Times Doesn't Recognize Hateful Protestors at Tiller's Funeral

Does the Times consider the viciously anti-gay protestors of Westboro Baptist Church (who have picketed the funerals of U.S. soldiers) part of the pro-life movement?

Does the Times really consider the viciously anti-gay protestors of Westboro Baptist Church (who have picketed, among other funerals, those honoring U.S. soldiers killed in Iraq and Afghanistan) to be genuine pro-life protestors? That's the impression left by the uninformed coverage of the funeral of abortionist George Tiller, who performed partial-birth abortions in his Wichita clinic before being killed last week.



Reporter Monica Davey made sure to underline the "conservative" nature of Wichita, Kan., "In Wichita, a Shuttered Clinic Leaves Abortion Protesters at a Loss."



Three photos accompanied the print edition of Davey's story, included one that showed the unlabeled Westboro Baptist Church protestors (identifiable by a man wearing the "God Hates Fags" shirt) with this photo caption: "The protests continued after Dr. Tiller's death, including at his funeral." This photo appears to have been removed from the online version of the article, although it featured prominently on nytimes.com Monday morning. (I captured the image, featured above,before it disappeared.)



The Westboro Baptist Church is a small, viciously anti-gay group in Topeka, Kan., led by Fred Phelps, most of whose members are related to him, and which has no connection to any kind of mainstream Christianity or pro-life group.


For the first time in years, only a Wichita police car has been waiting outside the abortion clinic of Dr.George R. Tiller, who was shot to death a week ago. Gone are the trucks bearing enormous images of bloody fetuses, the signs offering the home addresses of clinic workers, the crowd of protesters yelling to women as they enter.


Over almost 20 years, a vocal, diverse constellation of anti-abortion forces has grown up in this conservative city with an intensity rarely seen elsewhere, converging around Dr. Tiller's practice. With his death, its future suddenly seems uncertain, too.


This city of 358,000 people, once the focal point of protests because of four abortion clinics - most significantly Dr. Tiller's, which provided rare late-term abortions - last week had no abortion facility open for business, no target in chief, no immediate reason for this network of anti-abortion forces to be based here.


How does Davey know that partial-birth abortions are rare, given there are no official statistics on the gruesome procedure?


In Kansas, battles have been waged endlessly over matters of morality - alcohol, gambling, cigarettes, the teaching of evolution, abortion. And Wichita, once a town popular with cattle drovers on their way from East Texas and now a manufacturing center for aircraft makers, has a solidly conservative, religious grounding.


David Barstow's Sunday story from Tiller's funeral, "Kansas Doctor Remembered as Devoted to Family and Women," also failed to point out the tiny, extremist nature of the funeral protestors.


George R. Tiller, the Wichita physician who was shot dead in his church last week, was remembered at his funeral Saturday as a man of courage who showed uncommon grace in the face of constant challenge to his medical practice, which included late-term abortions.


"He is in a much better place now, a safe place, a place where he is free," said Dr. Tiller's son, Maury, who did not need to remind anyone at the service that his father rarely went in public without a bullet-proof vest.


The Times seemed surprised that no one in the public eye stepped forward to offer tribute to the abortionist, and lumped the Westboro Baptist Church extremists with other "abortion opponents."


Yet while the death of Dr. Tiller, who was 67, brought a quick condemnation from the White House, prominent Kansas politicians were hard to spot at the funeral.


Representatives of the major anti-abortion groups in Wichita were nowhere to be seen either, although a dozen or so abortion opponents gathered in a holding area a few blocks from the church.


One protest sign read "God Sent the Shooter," an apparent reference to Scott P. Roeder, the anti-abortion campaigner who has been charged with first-degree murder in Dr. Tiller's death.


Again, those are protestors from Westboro Baptist Church, a simple fact the Associated Press's Roxana Hegeman managed to figure out:



About 30 abortion rights supporters lined a sidewalk outside the church Sunday, each holding a white carnation and one with a sign declaring Tiller, his family and his staff as "civil rightsheroes." Many wore green or blue T-shirts commemorating Tiller's life, with theNational Organization for Women's logo.



Most anti-abortion groups avoided the funeral, having denounced Tiller's shooting. But 17 demonstrators showed up fromWestboro Baptist Church, known for picketing soldiers' funerals to present its message that their deaths are God's punishment for Americans' tolerance of homosexuality.



They held signs such as "God sent the shooter" and "Abortion is bloody murder."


TASK DESCRIPTION: The word "viewStudent" occurs in some lines of the listing. Copy those lines.

======== SUPPLIED MATERIAL ========

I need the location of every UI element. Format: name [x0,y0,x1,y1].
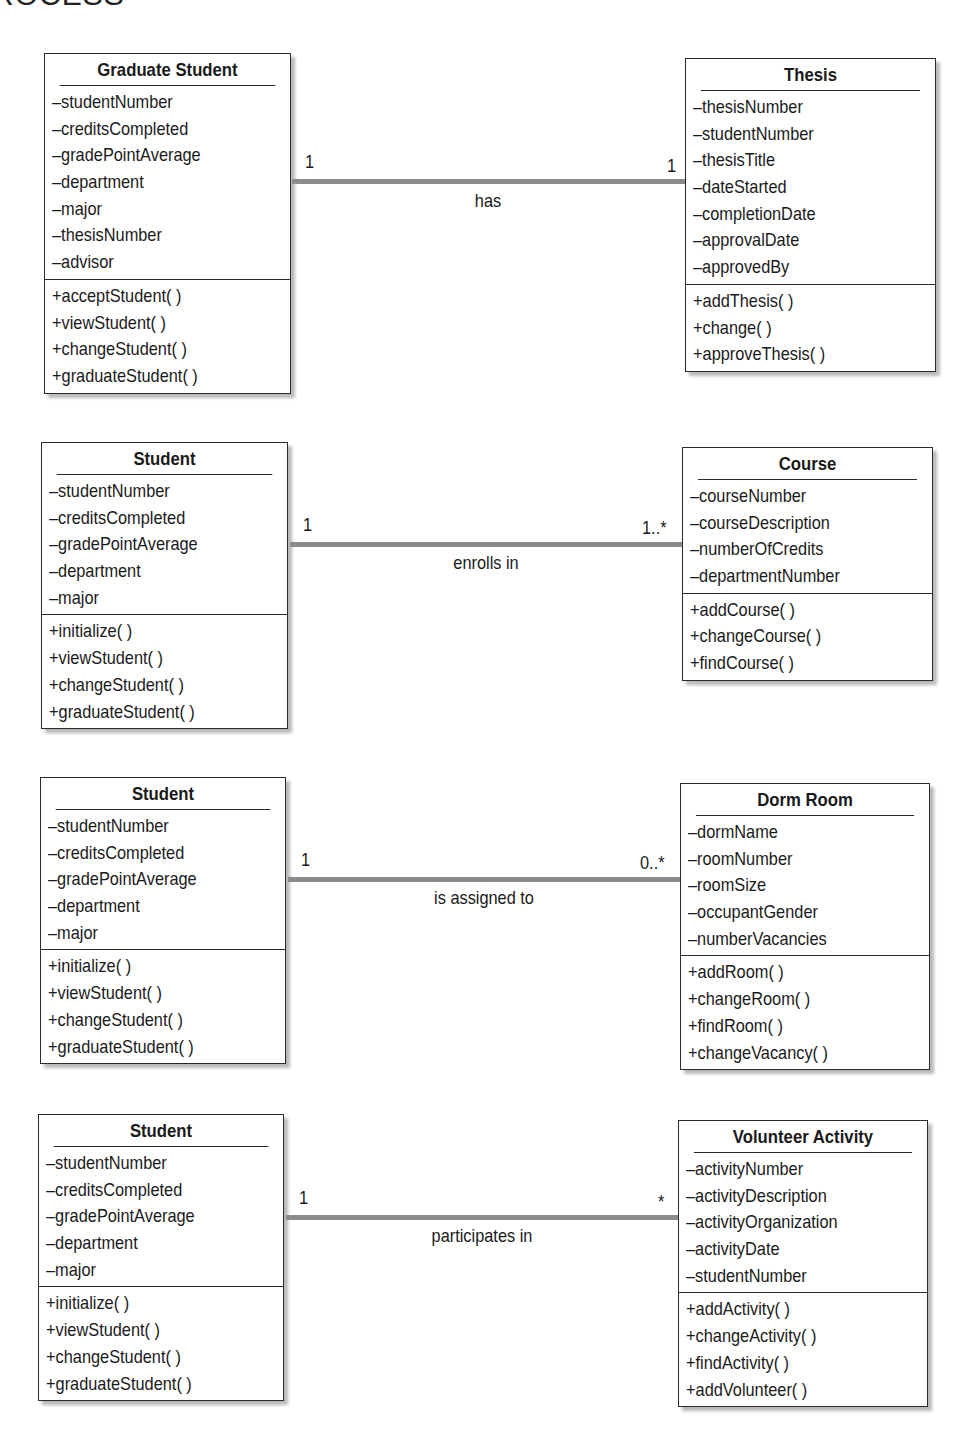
class-name: Course [698,448,917,480]
method: +viewStudent( ) [52,310,257,337]
methods-section: +initialize( ) +viewStudent( ) +changeSt… [41,950,285,1063]
class-student: Student –studentNumber –creditsCompleted… [38,1114,284,1401]
method: +graduateStudent( ) [48,1034,252,1061]
left-multiplicity: 1 [299,1187,308,1209]
attributes-section: –dormName –roomNumber –roomSize –occupan… [681,816,929,956]
attribute: –courseNumber [690,483,898,510]
attributes-section: –thesisNumber –studentNumber –thesisTitl… [686,91,935,285]
class-dorm-room: Dorm Room –dormName –roomNumber –roomSiz… [680,783,930,1070]
attribute: –courseDescription [690,510,898,537]
method: +changeStudent( ) [52,336,257,363]
attribute: –occupantGender [688,899,895,926]
association-label: participates in [396,1225,568,1247]
association-label: is assigned to [398,887,570,909]
attribute: –studentNumber [49,478,254,505]
attribute: –thesisNumber [52,222,257,249]
class-volunteer-activity: Volunteer Activity –activityNumber –acti… [678,1120,928,1407]
attribute: –department [48,893,252,920]
attribute: –activityDescription [686,1183,893,1210]
attributes-section: –activityNumber –activityDescription –ac… [679,1153,927,1293]
method: +changeStudent( ) [48,1007,252,1034]
attribute: –department [49,558,254,585]
attribute: –dateStarted [693,174,901,201]
right-multiplicity: 1..* [642,517,667,539]
attribute: –creditsCompleted [48,840,252,867]
method: +graduateStudent( ) [52,363,257,390]
class-graduate-student: Graduate Student –studentNumber –credits… [44,53,291,394]
attribute: –major [49,585,254,612]
attribute: –activityDate [686,1236,893,1263]
method: +viewStudent( ) [46,1317,250,1344]
attribute: –numberOfCredits [690,536,898,563]
method: +changeRoom( ) [688,986,895,1013]
attribute: –studentNumber [46,1150,250,1177]
attribute: –major [48,920,252,947]
attributes-section: –studentNumber –creditsCompleted –gradeP… [41,810,285,950]
attribute: –roomSize [688,872,895,899]
method: +changeStudent( ) [46,1344,250,1371]
class-name: Dorm Room [696,784,914,816]
method: +initialize( ) [49,618,254,645]
attribute: –department [52,169,257,196]
class-course: Course –courseNumber –courseDescription … [682,447,933,681]
attribute: –gradePointAverage [49,531,254,558]
class-name: Thesis [701,59,920,91]
attribute: –major [52,196,257,223]
right-multiplicity: 0..* [640,852,665,874]
method: +viewStudent( ) [49,645,254,672]
attribute: –studentNumber [48,813,252,840]
attribute: –approvalDate [693,227,901,254]
method: +findRoom( ) [688,1013,895,1040]
attribute: –numberVacancies [688,926,895,953]
association-label: has [402,190,574,212]
attribute: –thesisTitle [693,147,901,174]
attribute: –advisor [52,249,257,276]
class-name: Student [56,778,271,810]
attribute: –completionDate [693,201,901,228]
class-student: Student –studentNumber –creditsCompleted… [40,777,286,1064]
attribute: –roomNumber [688,846,895,873]
attribute: –approvedBy [693,254,901,281]
left-multiplicity: 1 [301,849,310,871]
right-multiplicity: 1 [667,155,676,177]
association-line-has [292,179,685,184]
association-line-is-assigned-to [288,877,681,882]
method: +changeVacancy( ) [688,1040,895,1067]
method: +viewStudent( ) [48,980,252,1007]
class-name: Graduate Student [60,54,276,86]
attribute: –creditsCompleted [52,116,257,143]
methods-section: +addRoom( ) +changeRoom( ) +findRoom( ) … [681,956,929,1069]
attribute: –activityOrganization [686,1209,893,1236]
attribute: –studentNumber [52,89,257,116]
method: +addThesis( ) [693,288,901,315]
method: +addVolunteer( ) [686,1377,893,1404]
method: +changeCourse( ) [690,623,898,650]
attribute: –major [46,1257,250,1284]
left-multiplicity: 1 [305,151,314,173]
attribute: –gradePointAverage [46,1203,250,1230]
class-student: Student –studentNumber –creditsCompleted… [41,442,288,729]
attribute: –department [46,1230,250,1257]
attribute: –studentNumber [686,1263,893,1290]
attributes-section: –courseNumber –courseDescription –number… [683,480,932,594]
attribute: –dormName [688,819,895,846]
method: +acceptStudent( ) [52,283,257,310]
method: +findActivity( ) [686,1350,893,1377]
attributes-section: –studentNumber –creditsCompleted –gradeP… [39,1147,283,1287]
class-name: Student [54,1115,269,1147]
attributes-section: –studentNumber –creditsCompleted –gradeP… [42,475,287,615]
method: +initialize( ) [46,1290,250,1317]
methods-section: +initialize( ) +viewStudent( ) +changeSt… [42,615,287,728]
method: +changeStudent( ) [49,672,254,699]
page-header-fragment: ROCESS [0,0,125,12]
class-name: Volunteer Activity [694,1121,912,1153]
methods-section: +addCourse( ) +changeCourse( ) +findCour… [683,594,932,680]
method: +change( ) [693,315,901,342]
method: +addCourse( ) [690,597,898,624]
attribute: –gradePointAverage [48,866,252,893]
association-line-participates-in [286,1215,679,1220]
method: +graduateStudent( ) [46,1371,250,1398]
methods-section: +acceptStudent( ) +viewStudent( ) +chang… [45,280,290,393]
methods-section: +initialize( ) +viewStudent( ) +changeSt… [39,1287,283,1400]
association-label: enrolls in [400,552,572,574]
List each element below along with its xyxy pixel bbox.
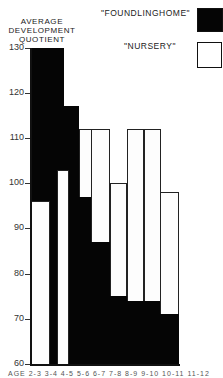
y-tick-label: 60 <box>0 359 24 368</box>
x-axis-labels: AGE 2-3 3-4 4-5 5-6 6-7 7-8 8-9 9-10 10-… <box>8 370 210 377</box>
y-tick-label: 100 <box>0 178 24 187</box>
bar-foundlinghome <box>127 301 144 365</box>
bar-nursery <box>57 170 69 365</box>
y-tick-label: 70 <box>0 314 24 323</box>
bar-foundlinghome <box>160 314 179 365</box>
x-axis-line <box>30 364 180 366</box>
y-tick-label: 120 <box>0 88 24 97</box>
y-tick-label: 110 <box>0 133 24 142</box>
bar-nursery <box>31 201 50 365</box>
y-axis-title: AVERAGE DEVELOPMENT QUOTIENT <box>4 17 80 44</box>
y-tick-label: 80 <box>0 269 24 278</box>
legend-label-nursery: "NURSERY" <box>124 41 176 51</box>
bar-foundlinghome <box>91 242 110 365</box>
bar-foundlinghome <box>144 301 160 365</box>
y-axis-title-line2: DEVELOPMENT <box>4 26 80 35</box>
legend-swatch-nursery <box>197 42 222 68</box>
y-axis-title-line1: AVERAGE <box>4 17 80 26</box>
y-tick-label: 130 <box>0 43 24 52</box>
legend-swatch-foundlinghome <box>197 8 223 32</box>
bar-foundlinghome <box>79 197 91 365</box>
y-tick-label: 90 <box>0 223 24 232</box>
bar-foundlinghome <box>110 296 127 365</box>
y-axis-line <box>30 48 32 366</box>
legend-label-foundlinghome: "FOUNDLINGHOME" <box>101 8 190 18</box>
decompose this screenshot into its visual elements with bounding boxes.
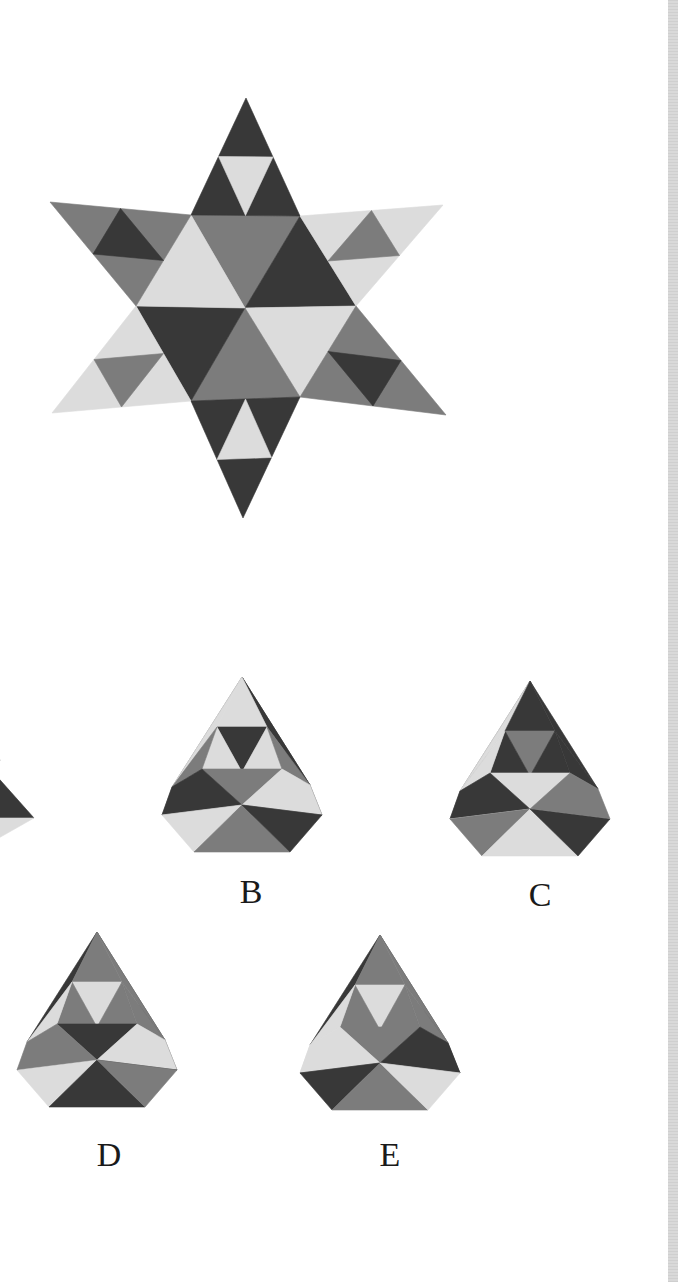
option-c-label: C <box>529 878 552 912</box>
option-e-pyramid[interactable] <box>300 935 460 1110</box>
option-e-label: E <box>380 1138 401 1172</box>
puzzle-canvas <box>0 0 681 1282</box>
option-a-pyramid[interactable] <box>0 700 34 860</box>
face-top <box>72 932 122 982</box>
option-c-pyramid[interactable] <box>450 681 610 856</box>
partial-face-light <box>0 818 34 860</box>
face-top <box>505 681 555 731</box>
partial-face-dark <box>0 735 34 818</box>
option-d-pyramid[interactable] <box>17 932 177 1107</box>
star-net <box>50 98 446 518</box>
face-top <box>217 677 267 727</box>
option-b-label: B <box>240 875 263 909</box>
page-edge-strip <box>668 0 678 1282</box>
option-b-pyramid[interactable] <box>162 677 322 852</box>
face-top <box>355 935 405 985</box>
option-d-label: D <box>97 1138 122 1172</box>
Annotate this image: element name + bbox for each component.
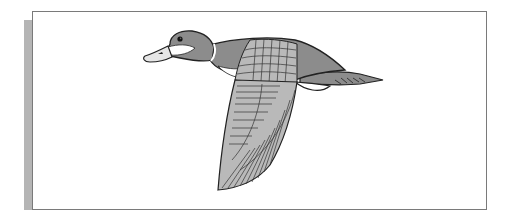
duck-illustration [0, 0, 514, 219]
duck-bill [144, 46, 172, 62]
duck-wing-primaries [218, 80, 297, 190]
duck-eye-highlight [180, 38, 182, 40]
duck-eye [177, 36, 182, 41]
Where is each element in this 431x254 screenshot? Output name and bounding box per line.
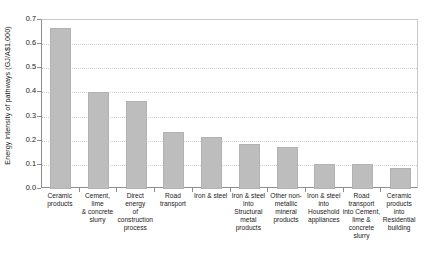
bar-chart-figure: Energy intensity of pathways (GJ/A$1,000…	[0, 0, 431, 254]
bar	[390, 168, 411, 189]
x-axis-category-label-line: Household	[305, 208, 343, 216]
y-axis-tick-label: 0.2	[0, 136, 36, 144]
x-axis-category-label-line: appliances	[305, 216, 343, 224]
x-axis-category-label: Roadtransport	[154, 192, 192, 208]
x-axis-category-label-line: Other non-	[267, 192, 305, 200]
x-axis-category-label-line: products	[267, 216, 305, 224]
bar	[201, 137, 222, 189]
x-axis-category-label-line: construction	[116, 216, 154, 224]
x-axis-category-label-line: products into	[380, 200, 418, 216]
x-axis-category-label-line: building	[380, 224, 418, 232]
bar	[88, 92, 109, 189]
x-axis-category-label-line: & concrete	[79, 208, 117, 216]
x-axis-category-label: Iron & steelintoStructuralmetalproducts	[230, 192, 268, 232]
y-axis-tick-label: 0.5	[0, 63, 36, 71]
x-axis-category-label-line: concrete	[343, 224, 381, 232]
bar	[239, 144, 260, 189]
x-axis-category-label-line: lime &	[343, 216, 381, 224]
x-axis-category-label-line: products	[230, 224, 268, 232]
x-axis-category-label: Direct energyofconstructionprocess	[116, 192, 154, 232]
x-axis-category-label-line: Cement, lime	[79, 192, 117, 208]
bar	[314, 164, 335, 189]
x-axis-category-label-line: process	[116, 224, 154, 232]
gridline	[42, 68, 417, 69]
bar	[352, 164, 373, 189]
x-axis-category-label-line: of	[116, 208, 154, 216]
bar	[126, 101, 147, 189]
x-axis-category-label-line: into	[305, 200, 343, 208]
x-axis-category-label-line: into Cement,	[343, 208, 381, 216]
y-axis-tick-label: 0.6	[0, 39, 36, 47]
x-axis-category-label: Iron & steel	[192, 192, 230, 200]
x-axis-category-label-line: Structural	[230, 208, 268, 216]
x-axis-category-label-line: slurry	[79, 216, 117, 224]
x-axis-category-label-line: slurry	[343, 232, 381, 240]
gridline	[42, 44, 417, 45]
y-axis-tick-label: 0.3	[0, 112, 36, 120]
x-axis-category-label-line: metal	[230, 216, 268, 224]
x-axis-category-label-line: Iron & steel	[305, 192, 343, 200]
x-axis-category-label-line: Road	[154, 192, 192, 200]
x-axis-category-label-line: mineral	[267, 208, 305, 216]
x-axis-category-label-line: Road	[343, 192, 381, 200]
bar	[277, 147, 298, 189]
x-axis-category-label: Ceramicproducts	[41, 192, 79, 208]
x-axis-category-label-line: Ceramic	[380, 192, 418, 200]
x-axis-category-label: Other non-metallicmineralproducts	[267, 192, 305, 224]
bar	[50, 28, 71, 189]
x-axis-category-label-line: Direct energy	[116, 192, 154, 208]
x-axis-category-label-line: transport	[343, 200, 381, 208]
x-axis-category-label-line: Ceramic	[41, 192, 79, 200]
x-axis-category-label-line: Iron & steel	[230, 192, 268, 200]
x-axis-category-label-line: Residential	[380, 216, 418, 224]
bar	[163, 132, 184, 189]
x-axis-category-label-line: into	[230, 200, 268, 208]
y-axis-tick-label: 0.4	[0, 87, 36, 95]
x-axis-category-label: Roadtransportinto Cement,lime &concretes…	[343, 192, 381, 239]
y-axis-tick-label: 0.1	[0, 160, 36, 168]
y-axis-tick-mark	[37, 188, 41, 189]
y-axis-tick-label: 0.7	[0, 15, 36, 23]
x-axis-category-label-line: transport	[154, 200, 192, 208]
plot-area	[41, 19, 418, 188]
x-axis-category-label-line: metallic	[267, 200, 305, 208]
x-axis-category-label-line: products	[41, 200, 79, 208]
x-axis-category-label: Ceramicproducts intoResidentialbuilding	[380, 192, 418, 232]
x-axis-category-label: Cement, lime& concreteslurry	[79, 192, 117, 224]
x-axis-category-label: Iron & steelintoHouseholdappliances	[305, 192, 343, 224]
x-axis-category-label-line: Iron & steel	[192, 192, 230, 200]
y-axis-tick-label: 0.0	[0, 184, 36, 192]
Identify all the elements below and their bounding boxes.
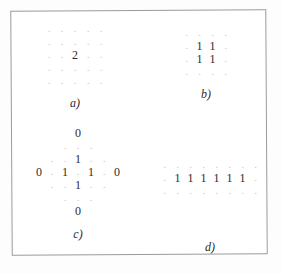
- grid-cell-dot: .: [72, 165, 85, 178]
- grid-cell-dot: .: [46, 152, 59, 165]
- grid-cell-dot: .: [180, 65, 193, 78]
- grid-cell-dot: .: [56, 22, 69, 35]
- grid-cell-dot: .: [59, 139, 72, 152]
- grid-cell-empty: [85, 204, 98, 217]
- grid-cell-empty: [33, 191, 46, 204]
- panel-d: .........111111......... d): [150, 158, 270, 255]
- grid-cell-dot: .: [206, 65, 219, 78]
- grid-cell-dot: .: [85, 191, 98, 204]
- grid-cell-dot: .: [95, 35, 108, 48]
- grid-cell-dot: .: [223, 184, 236, 197]
- grid-cell-dot: .: [171, 158, 184, 171]
- grid-cell-dot: .: [82, 22, 95, 35]
- grid-cell-value: 1: [193, 52, 206, 65]
- grid-cell-dot: .: [95, 74, 108, 87]
- grid-cell-empty: [85, 126, 98, 139]
- grid-cell-value: 1: [236, 171, 249, 184]
- grid-cell-value: 0: [72, 204, 85, 217]
- grid-cell-value: 1: [193, 39, 206, 52]
- grid-cell-value: 0: [72, 126, 85, 139]
- grid-cell-value: 1: [184, 171, 197, 184]
- grid-cell-dot: .: [158, 158, 171, 171]
- grid-cell-dot: .: [95, 22, 108, 35]
- grid-cell-dot: .: [56, 48, 69, 61]
- grid-cell-dot: .: [82, 35, 95, 48]
- grid-cell-dot: .: [82, 48, 95, 61]
- grid-cell-empty: [33, 139, 46, 152]
- grid-cell-empty: [111, 126, 124, 139]
- panel-b: .....11..11..... b): [158, 26, 254, 102]
- grid-cell-value: 0: [33, 165, 46, 178]
- grid-cell-empty: [59, 126, 72, 139]
- grid-cell-dot: .: [219, 52, 232, 65]
- grid-cell-dot: .: [223, 158, 236, 171]
- grid-cell-dot: .: [210, 184, 223, 197]
- grid-cell-dot: .: [85, 152, 98, 165]
- grid-cell-dot: .: [72, 191, 85, 204]
- grid-cell-dot: .: [43, 74, 56, 87]
- grid-cell-dot: .: [69, 61, 82, 74]
- grid-cell-dot: .: [43, 35, 56, 48]
- grid-cell-dot: .: [59, 191, 72, 204]
- grid-cell-value: 1: [206, 52, 219, 65]
- figure-root: ............2............ a) .....11..11…: [0, 0, 282, 274]
- grid-cell-dot: .: [95, 48, 108, 61]
- grid-cell-value: 1: [206, 39, 219, 52]
- grid-cell-dot: .: [180, 52, 193, 65]
- grid-cell-empty: [111, 152, 124, 165]
- grid-cell-dot: .: [82, 74, 95, 87]
- grid-cell-empty: [59, 204, 72, 217]
- grid-cell-dot: .: [158, 184, 171, 197]
- grid-cell-empty: [46, 126, 59, 139]
- grid-cell-value: 2: [69, 48, 82, 61]
- grid-cell-dot: .: [56, 74, 69, 87]
- grid-cell-value: 1: [223, 171, 236, 184]
- grid-cell-empty: [111, 191, 124, 204]
- grid-cell-dot: .: [197, 158, 210, 171]
- panel-d-label: d): [205, 240, 215, 255]
- grid-cell-empty: [98, 204, 111, 217]
- panel-c: 0.....1..0.1.1.0..1.....0 c): [18, 126, 138, 242]
- grid-cell-empty: [33, 126, 46, 139]
- grid-cell-dot: .: [171, 184, 184, 197]
- panel-a-label: a): [70, 96, 80, 111]
- panel-c-label: c): [73, 227, 82, 242]
- grid-cell-empty: [98, 126, 111, 139]
- grid-cell-value: 1: [85, 165, 98, 178]
- panel-b-grid: .....11..11.....: [180, 26, 232, 78]
- grid-cell-dot: .: [219, 39, 232, 52]
- grid-cell-dot: .: [46, 165, 59, 178]
- grid-cell-dot: .: [249, 184, 262, 197]
- grid-cell-value: 1: [197, 171, 210, 184]
- grid-cell-dot: .: [56, 61, 69, 74]
- grid-cell-dot: .: [85, 178, 98, 191]
- grid-cell-dot: .: [197, 184, 210, 197]
- grid-cell-value: 1: [72, 178, 85, 191]
- grid-cell-dot: .: [95, 61, 108, 74]
- grid-cell-value: 1: [210, 171, 223, 184]
- grid-cell-empty: [33, 178, 46, 191]
- grid-cell-dot: .: [98, 178, 111, 191]
- grid-cell-value: 1: [59, 165, 72, 178]
- grid-cell-dot: .: [184, 184, 197, 197]
- grid-cell-dot: .: [82, 61, 95, 74]
- grid-cell-dot: .: [219, 65, 232, 78]
- grid-cell-dot: .: [46, 178, 59, 191]
- grid-cell-dot: .: [43, 61, 56, 74]
- grid-cell-empty: [46, 139, 59, 152]
- grid-cell-empty: [98, 139, 111, 152]
- grid-cell-dot: .: [43, 22, 56, 35]
- grid-cell-value: 0: [111, 165, 124, 178]
- grid-cell-dot: .: [249, 158, 262, 171]
- grid-cell-empty: [98, 191, 111, 204]
- grid-cell-dot: .: [219, 26, 232, 39]
- grid-cell-empty: [46, 191, 59, 204]
- grid-cell-empty: [33, 152, 46, 165]
- grid-cell-dot: .: [59, 178, 72, 191]
- grid-cell-dot: .: [158, 171, 171, 184]
- grid-cell-dot: .: [98, 152, 111, 165]
- grid-cell-dot: .: [236, 158, 249, 171]
- grid-cell-empty: [111, 139, 124, 152]
- grid-cell-dot: .: [206, 26, 219, 39]
- grid-cell-empty: [111, 178, 124, 191]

========

EXERCISE OUTPUT:
method: +viewStudent( ) [52,310,257,337]
methods-section: +initialize( ) +viewStudent( ) +changeSt… [41,950,285,1063]
method: +viewStudent( ) [46,1317,250,1344]
method: +viewStudent( ) [49,645,254,672]
method: +viewStudent( ) [48,980,252,1007]
methods-section: +initialize( ) +viewStudent( ) +changeSt… [42,615,287,728]
methods-section: +acceptStudent( ) +viewStudent( ) +chang… [45,280,290,393]
methods-section: +initialize( ) +viewStudent( ) +changeSt… [39,1287,283,1400]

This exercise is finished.